Sueña hija/o de las plantas,
tu herencia es la medicina.
Canta y duerme, vive y sana.
Recuerda que en tus manos
la memoria de tus ancestros está.
Original text in Muysca language (by Jorge Yopasá):
Hosca nga fuhuza
fuhuza nga hosca.
Quyes chuta mmuysyu,
mipqua hyzca aguene.
Abtyu nga aquybyu,
mupqua biza nga achueu.
Mytan mpquen agasqua
umsasi apquen yc abizine.
​
Links: Read, Watch, Listen, About the project
La Ruta (2022)
Works by Carolina Noguera, Juan Antonio Cuéllar, Antonio Correa, Diego Vega, Andrés Posada Saldarriaga, Nicolás Ospina, and Damián Ponce de León
The Kondraschewa/Chica piano duo commissioned different pieces from Colombian composers. My piece Otros pedazos de chonta is an expansion of Pedazos de chonta, a much shorter piece I wrote for the Schubert Ensemble a few years ago. While the first piece deconstructs the sound of the marimba de chonta from the Pacific Coast of Colombia, the new one expands it, destroys it, blurs it, forgets it and then remembers it again. In my opinion, the result of this exploration is not as luminous as the rest of the pieces on the recording. My feeling is that Otros pedazos de chonta is imbued with noise, fugal counterpoint, dissonance, and collapsing mechanisms, but also melancholic melodies that fade away into the distance.
​
Links: Listen
Compositores Javerianos VII (2018)
Works by Carolina Noguera, Wolfgang Ordóñez, Victoriano Valencia, Julián Valdivieso and Juan Manuel Jaramillo performed by Cuprum Ensamble
I was honored to be in charge of selecting the music for this recording, the seventh volume of a series dedicated to works written by graduates of the composition program of the Javeriana University in Bogota. Each recording of the series has focused on specific formats and this one focused on brass ensembles. Aside from the acoustic prowess of this format, it also has a strong relationship with some of the popular music of certain Colombian regions. The recording includes El brujo, a piece that makes a direct reference to one of my band suites and uses distorted quotes from the popular band repertoire of Colombia.
​​
Links: Listen
​
Formas de recuerdo sin territorio (2016)
Works by Carolina Noguera performed by Cuarteto Manolov, Als Eco,, Angélica Gámez, Maria José Bustos and other artists
This recording was born out of a research project in which I approached musical composition from the idea that memory and oblivion can provide a strong creative source.
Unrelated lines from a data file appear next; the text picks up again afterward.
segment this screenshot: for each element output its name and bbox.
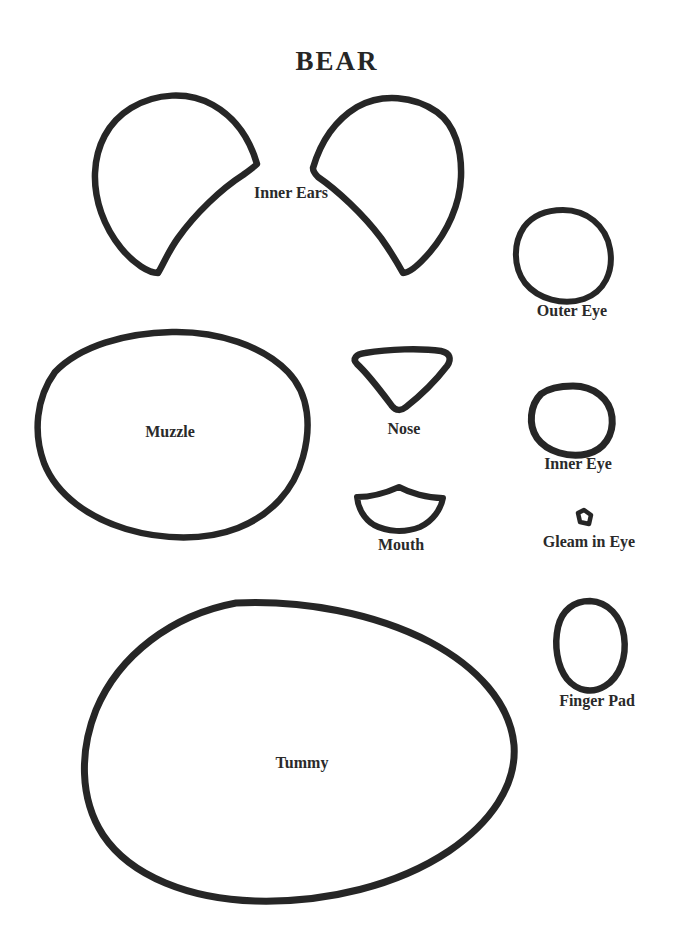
pattern-shapes-canvas [0,0,674,952]
inner-eye-shape [531,386,612,455]
label-inner-eye: Inner Eye [544,456,612,472]
label-gleam-in-eye: Gleam in Eye [543,534,635,550]
label-outer-eye: Outer Eye [537,303,607,319]
label-nose: Nose [388,421,421,437]
label-tummy: Tummy [276,755,329,771]
inner-ear-left-shape [95,96,257,273]
outer-eye-shape [516,210,611,302]
page-title: BEAR [0,46,674,77]
tummy-shape [84,603,514,902]
label-finger-pad: Finger Pad [559,693,635,709]
label-inner-ears: Inner Ears [254,185,328,201]
finger-pad-shape [556,601,624,690]
gleam-in-eye-shape [578,510,591,524]
label-muzzle: Muzzle [145,424,195,440]
nose-shape [355,349,450,410]
inner-ear-right-shape [313,98,461,273]
pattern-sheet: BEAR Inner Ears Outer Eye Muzzle Nose In… [0,0,674,952]
mouth-shape [357,487,443,531]
label-mouth: Mouth [378,537,424,553]
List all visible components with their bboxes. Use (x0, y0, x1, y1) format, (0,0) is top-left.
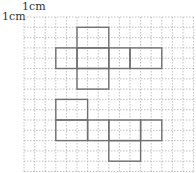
cuboid-nets (56, 27, 162, 161)
grid-diagram (0, 0, 196, 173)
net-1 (56, 27, 162, 89)
net-2 (56, 99, 162, 161)
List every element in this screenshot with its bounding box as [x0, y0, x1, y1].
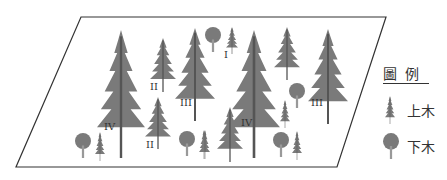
- label-iv-left: IV: [104, 121, 116, 132]
- label-i: I: [224, 49, 228, 60]
- small-conifer-5: [200, 130, 210, 159]
- conifer-tree-icon: [380, 94, 400, 126]
- lower-tree-5: [273, 132, 289, 157]
- label-iv-right: IV: [241, 117, 253, 128]
- lower-tree-1: [75, 133, 91, 158]
- broadleaf-tree-icon: [380, 130, 402, 162]
- upper-tree-iii-right: [308, 29, 348, 124]
- legend-item-upper: 上木: [380, 94, 446, 124]
- lower-tree-4: [289, 83, 305, 108]
- legend-label-lower: 下木: [407, 136, 435, 156]
- small-conifer-3: [280, 100, 290, 128]
- legend: 圖例 上木 下木: [380, 66, 446, 180]
- label-iii-right: III: [311, 97, 323, 108]
- label-iii-left: III: [180, 97, 192, 108]
- legend-item-lower: 下木: [380, 130, 446, 160]
- lower-tree-2: [179, 131, 195, 156]
- small-conifer-4: [292, 131, 302, 160]
- legend-label-upper: 上木: [407, 100, 435, 120]
- legend-title: 圖例: [383, 66, 429, 84]
- lower-tree-3: [205, 27, 221, 52]
- label-ii-upper: II: [150, 81, 158, 92]
- small-conifer-1: [95, 132, 105, 161]
- upper-tree-ii-midright: [274, 27, 300, 80]
- label-ii-lower: II: [146, 139, 154, 150]
- upper-tree-iv-left: [97, 30, 145, 158]
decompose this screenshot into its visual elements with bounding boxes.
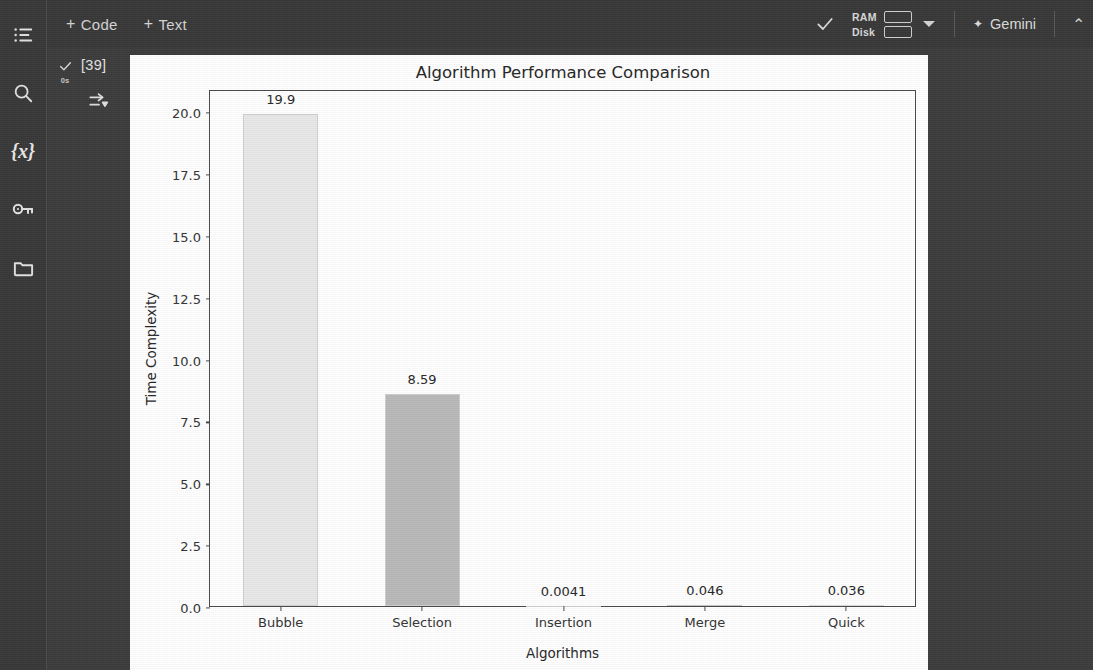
plus-icon: + (66, 16, 76, 32)
y-axis-tick-mark (206, 298, 211, 299)
add-code-cell-button[interactable]: + Code (62, 12, 122, 37)
gemini-label: Gemini (990, 16, 1036, 32)
y-axis-tick-mark (206, 484, 211, 485)
add-text-cell-button[interactable]: + Text (140, 12, 191, 37)
bar (243, 114, 318, 606)
y-axis-tick-mark (206, 175, 211, 176)
cell-run-status[interactable]: 0s (54, 59, 76, 85)
x-axis-tick-mark (280, 606, 281, 611)
collapse-header-chevron-up-icon[interactable]: ⌃ (1063, 0, 1093, 48)
toolbar-divider (1054, 11, 1055, 37)
y-axis-tick-mark (206, 607, 211, 608)
sidebar-item-variables[interactable]: {x} (8, 136, 38, 166)
output-toggle-icon[interactable] (86, 88, 112, 114)
add-code-cell-label: Code (81, 16, 118, 33)
notebook-toolbar: + Code + Text RAM Disk (0, 0, 1093, 48)
disk-gauge-icon (884, 26, 912, 38)
sparkle-icon: ✦ (973, 17, 983, 31)
toolbar-right-group: RAM Disk ✦ Gemini ⌃ (810, 0, 1093, 48)
bar-value-label: 0.0041 (541, 584, 587, 599)
cell-run-time: 0s (61, 76, 70, 85)
x-axis-tick-label: Quick (828, 615, 865, 630)
bar (385, 394, 460, 606)
sidebar-item-secrets[interactable] (8, 194, 38, 224)
ram-gauge-icon (884, 11, 912, 23)
sidebar-item-files[interactable] (8, 252, 38, 282)
runtime-menu-chevron-down-icon[interactable] (912, 0, 946, 48)
gemini-button[interactable]: ✦ Gemini (963, 12, 1046, 36)
ram-usage-row: RAM (852, 11, 912, 23)
toolbar-divider (954, 11, 955, 37)
cell-output-panel: Algorithm Performance Comparison Time Co… (130, 55, 928, 670)
cell-gutter: 0s [39] (48, 48, 130, 670)
x-axis-tick-mark (422, 606, 423, 611)
variables-icon: {x} (11, 141, 35, 161)
left-sidebar-rail: {x} (0, 0, 47, 670)
sidebar-item-table-of-contents[interactable] (8, 20, 38, 50)
bar-value-label: 8.59 (408, 372, 437, 387)
y-axis-tick-label: 12.5 (172, 291, 210, 306)
y-axis-tick-label: 15.0 (172, 229, 210, 244)
bar-value-label: 19.9 (266, 92, 295, 107)
x-axis-tick-label: Insertion (535, 615, 592, 630)
y-axis-tick-mark (206, 113, 211, 114)
ram-label: RAM (852, 11, 878, 23)
plus-icon: + (144, 16, 154, 32)
x-axis-tick-label: Selection (392, 615, 452, 630)
x-axis-tick-mark (846, 606, 847, 611)
colab-notebook-window: + Code + Text RAM Disk (0, 0, 1093, 670)
x-axis-tick-label: Merge (685, 615, 726, 630)
y-axis-tick-label: 20.0 (172, 106, 210, 121)
y-axis-tick-label: 17.5 (172, 168, 210, 183)
y-axis-tick-mark (206, 360, 211, 361)
x-axis-tick-label: Bubble (258, 615, 303, 630)
resource-usage-indicator[interactable]: RAM Disk (852, 11, 912, 38)
chart-title: Algorithm Performance Comparison (209, 63, 917, 82)
matplotlib-figure: Algorithm Performance Comparison Time Co… (130, 55, 928, 670)
y-axis-tick-mark (206, 546, 211, 547)
x-axis-tick-mark (563, 606, 564, 611)
disk-usage-row: Disk (852, 26, 912, 38)
y-axis-tick-mark (206, 422, 211, 423)
connected-check-icon[interactable] (810, 0, 840, 48)
x-axis-tick-mark (704, 606, 705, 611)
y-axis-tick-mark (206, 236, 211, 237)
cell-success-check-icon (59, 59, 72, 75)
add-text-cell-label: Text (158, 16, 187, 33)
cell-execution-count: [39] (81, 57, 106, 73)
bar-value-label: 0.046 (686, 583, 723, 598)
plot-area: 0.02.55.07.510.012.515.017.520.019.9Bubb… (210, 91, 915, 606)
y-axis-tick-label: 10.0 (172, 353, 210, 368)
disk-label: Disk (852, 26, 878, 38)
sidebar-item-search[interactable] (8, 78, 38, 108)
plot-axes: 0.02.55.07.510.012.515.017.520.019.9Bubb… (209, 90, 916, 607)
bar-value-label: 0.036 (828, 583, 865, 598)
x-axis-label: Algorithms (209, 645, 916, 661)
y-axis-label: Time Complexity (143, 90, 161, 607)
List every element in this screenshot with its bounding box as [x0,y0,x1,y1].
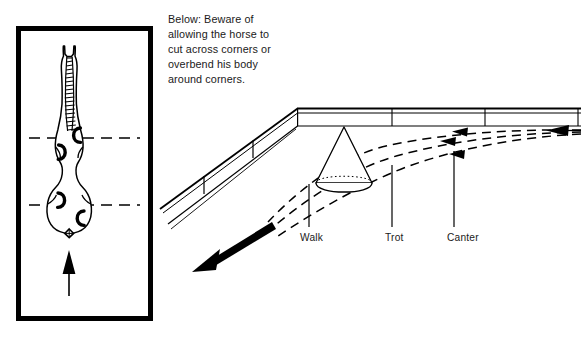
figure-caption: Below: Beware of allowing the horse to c… [168,12,298,87]
exit-arrow [192,222,276,272]
arena-corner-panel [160,96,581,276]
marker-cone [316,127,372,192]
figure-root: Below: Beware of allowing the horse to c… [0,0,581,341]
fence-far-run [297,109,581,127]
panel-frame [19,29,151,319]
gait-label-walk: Walk [300,232,323,243]
gait-label-canter: Canter [447,232,479,243]
horse-overhead-panel [16,26,153,321]
track-walk [268,130,581,222]
fence-near-run [160,109,298,230]
gait-label-trot: Trot [385,232,404,243]
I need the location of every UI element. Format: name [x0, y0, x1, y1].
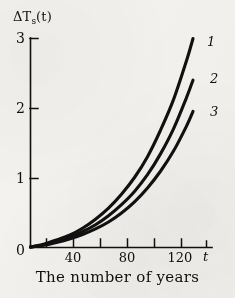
curve-label-3: 3	[210, 105, 218, 118]
y-axis-title-main: ΔT	[13, 9, 31, 24]
x-tick-label-80: 80	[114, 251, 140, 264]
curves-group	[31, 39, 194, 248]
curve-label-2: 2	[210, 72, 218, 85]
y-tick-label-1: 1	[9, 171, 25, 185]
x-axis-caption: The number of years	[0, 270, 235, 285]
figure-container: ΔTs(t) 3 2 1 0 40 80 120 t 1 2 3 The num…	[0, 0, 235, 298]
y-tick-label-3: 3	[9, 31, 25, 45]
x-tick-label-0: 0	[9, 243, 25, 257]
x-tick-label-40: 40	[60, 251, 86, 264]
curve-3-path	[31, 111, 194, 247]
curve-1-path	[31, 39, 194, 248]
curve-label-1: 1	[207, 35, 215, 48]
y-axis-title: ΔTs(t)	[13, 10, 52, 26]
curve-2-path	[31, 80, 194, 247]
x-axis-variable-label: t	[203, 250, 208, 263]
y-tick-label-2: 2	[9, 101, 25, 115]
y-axis-title-argument: (t)	[36, 9, 52, 24]
x-tick-label-120: 120	[167, 251, 193, 264]
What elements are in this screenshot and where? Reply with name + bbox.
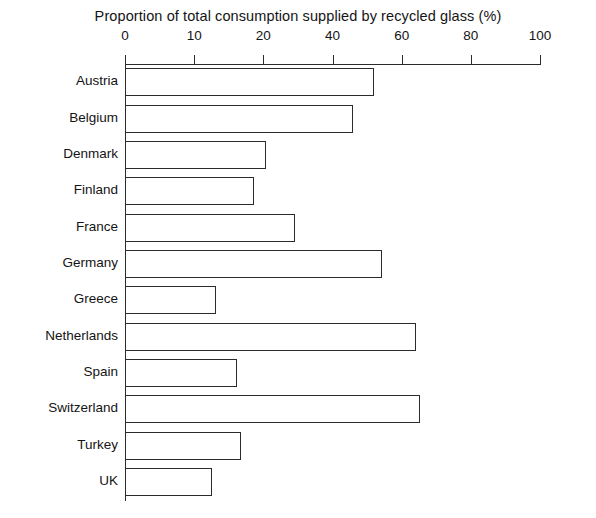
x-axis-tick	[402, 55, 403, 64]
x-axis-tick-label: 80	[463, 28, 478, 43]
bar-row	[125, 250, 540, 278]
x-axis-tick-label: 20	[256, 28, 271, 43]
category-label: Spain	[0, 364, 118, 379]
category-label: Austria	[0, 73, 118, 88]
category-label: UK	[0, 473, 118, 488]
x-axis-tick	[125, 55, 126, 64]
bar	[125, 395, 420, 423]
x-axis-tick	[471, 55, 472, 64]
bar-row	[125, 286, 540, 314]
category-label: Denmark	[0, 146, 118, 161]
bar-row	[125, 468, 540, 496]
bar	[125, 286, 216, 314]
x-axis-tick-label: 100	[529, 28, 552, 43]
bar-row	[125, 395, 540, 423]
bar	[125, 68, 374, 96]
bar	[125, 359, 237, 387]
bar-row	[125, 105, 540, 133]
x-axis-tick	[194, 55, 195, 64]
x-axis-tick-label: 60	[394, 28, 409, 43]
bar	[125, 177, 254, 205]
bar-row	[125, 432, 540, 460]
bar-row	[125, 141, 540, 169]
bar-row	[125, 359, 540, 387]
category-label: France	[0, 219, 118, 234]
category-label: Greece	[0, 291, 118, 306]
x-axis-tick-label: 40	[325, 28, 340, 43]
recycled-glass-bar-chart: Proportion of total consumption supplied…	[0, 0, 596, 518]
x-axis-tick	[263, 55, 264, 64]
x-axis-ticks: 01020406080100	[125, 48, 540, 64]
bar	[125, 468, 212, 496]
category-label: Turkey	[0, 437, 118, 452]
x-axis-tick	[333, 55, 334, 64]
category-label: Germany	[0, 255, 118, 270]
category-label: Switzerland	[0, 400, 118, 415]
x-axis-tick-label: 0	[121, 28, 129, 43]
y-axis-category-labels: AustriaBelgiumDenmarkFinlandFranceGerman…	[0, 64, 118, 500]
bar	[125, 141, 266, 169]
category-label: Belgium	[0, 110, 118, 125]
bar	[125, 214, 295, 242]
x-axis-tick-label: 10	[187, 28, 202, 43]
bar	[125, 432, 241, 460]
bar	[125, 105, 353, 133]
bar	[125, 323, 416, 351]
bar-row	[125, 214, 540, 242]
bars-container	[125, 64, 540, 500]
bar-row	[125, 177, 540, 205]
bar	[125, 250, 382, 278]
bar-row	[125, 323, 540, 351]
x-axis-tick	[540, 55, 541, 64]
category-label: Netherlands	[0, 328, 118, 343]
bar-row	[125, 68, 540, 96]
chart-title: Proportion of total consumption supplied…	[0, 8, 596, 24]
category-label: Finland	[0, 182, 118, 197]
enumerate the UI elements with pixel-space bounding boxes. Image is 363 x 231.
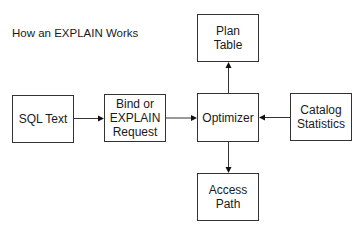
connector-arrows [0, 0, 363, 231]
Many of the works in the project were inspired by Colombian rural music’s oral traditions and by the music I remember from my childhood. The recording features five of my works, some of which use distortion as a metaphor for the blurriness of long-term memory. I presented the recording at Universidad Javeriana in Bogotá and I was later invited to present the works in Banco de la República's concert series, also in Bogotá.
Leeds Lieder+ (2009)
Works by Carolina Noguera, Rachel Lockwood, Christopher Duncan, Adam Barlow, Alastair Putt, Steven Nunes, Aled Start and Laura Bowler performed by various artists
During my PhD studies at the Royal Birmingham Conservatoire, the University of Leeds’ music department organized a match between composers and poets living in the UK. I was paired with Oz Hardwick, who wrote Masks, a poem based on the concept of ‘carnival’, which was the main subject of my doctoral thesis. I composed the music for a selection of verses of the poem and Masks was premiered by Helena Raeburn (mezzo) and Benjamin Graves (Bb cl.) during the 2009 edition of LEEDS Lieder, a biennial festival dedicated to promoting the enjoyment, understanding, appreciation, composition and performance of art songs.